Nehsi considered for some time before venturing to speak.
She paced, prowling around the garden. She plucked a blossom, drew in its
scent, let it fall into the lotus pool.
“Lady,” he said, “the gods have made him king. There must be
gentler ways to remind him of it.”
She rounded upon him. “What? Do you mean that girl, that
Isis? As if she could be anything more than a goddess’ plaything. Would you
have her flatter him into doing his duty?”

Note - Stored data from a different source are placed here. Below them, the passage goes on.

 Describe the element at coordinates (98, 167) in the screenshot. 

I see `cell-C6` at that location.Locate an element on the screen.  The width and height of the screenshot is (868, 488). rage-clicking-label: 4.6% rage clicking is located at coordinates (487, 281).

“She might beguile his nights sufficiently that he can
endure the days of drudgery.”
“It is not drudgery. It is the price the gods exact for
making him one of them. It’s a great thing, a noble thing, a thing of beauty
and splendor, to wear the Two Crowns; to be king of Egypt. And he,” she said,
“has no faintest conception of the honor. Only of the burden—which he far too often
evades.”
“It’s no burden to you, either?” asked Nehsi. He honestly
wanted to know.
“Of course it is a burden,” she said impatiently. “I won’t
run away from it for that.”
“Do you want to be king?”
She stared at him as if she had never seen him before. He
wondered briefly if she ever had. High ones, he had noticed, often treated
their servants as they did their animals and their furnishings: took them for
granted, and never truly looked at them, nor cared to know what thoughts lay
behind the familiar faces.
True enough, most servants were content with that. But Nehsi
was a fool. Nehsi wanted to be seen for himself.
It was a surprising discomfort to be visible. He worried
suddenly that his kilt was crooked, his belt ill fastened, his cheeks too
roughly shaven.
He was impeccable as he always strove to be. She could not
see the flush on his cheeks, either, or—he hoped—read his expression.